“Early detection of any cancer, including colorectal cancer, markedly improves
survival. Gold-centered spheres smaller than viruses — has been shown safe when
administered by two alternative routes in a mouse study. This marks the first step up the ladder of toxicology studies that, within a
year and a half, could yield to human trials of the tiny agents for detection of
colorectal and possibly other cancers. “These nanoparticles’ lack of toxicity in mice is a good sign that they’ll
behave well in humans,”
The widespread use of colonoscopy has significantly lowered colon-cancer mortality rates, he said. “But colonoscopy relies on the human eye. So this screening tool, while extremely useful, still misses many cancer lesions such as those that are too tiny, obscure or flat to be noticed.”

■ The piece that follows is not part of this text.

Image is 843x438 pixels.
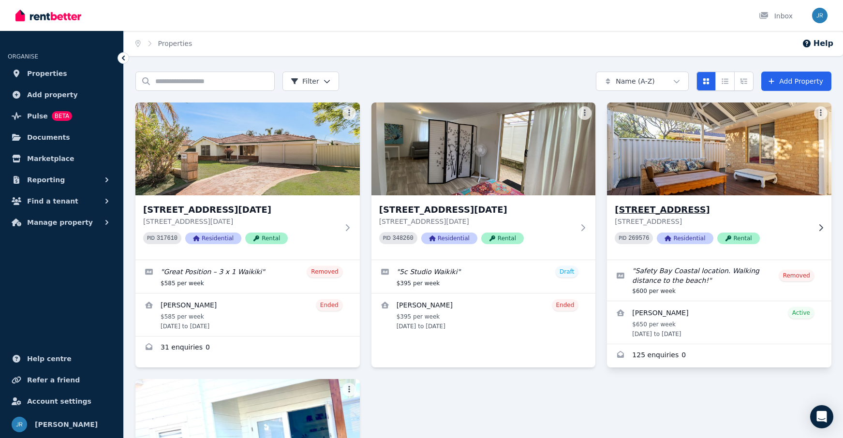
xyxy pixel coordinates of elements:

The new study is the first-ever successful demonstration of the safety of a
new class of agents: tiny gold balls that have been coated with materials
designed to be detected with very high sensitivity, then encased in see-through
silica shells and bound to polyethylene glycol molecules to make them more
biologically friendly. Molecules that home in on cancer cells can be affixed to
them. The resulting nanoparticles measure a mere 100 nanometers in diameter.
The materials surrounding the nanoparticles’ gold centers have special, if
subtle, optical properties. Typically, light bounces off of a material’s surface
at the same wavelength it had when it hit the surface. But in each of the
specialized materials, about one ten-millionth of the incoming light bounces
back in a pattern of discrete wavelengths characteristic of that material. The
underlying gold cores have been roughed up in a manner that greatly amplifies
this so-called “Raman effect,” allowing the simultaneous detection of many
different imaging materials by a sensitive instrument called a Raman
microscope.
Gambhir’s group is now filing for FDA approval to proceed to clinical studies of
the nanoparticles for the diagnosis of colorectal cancer.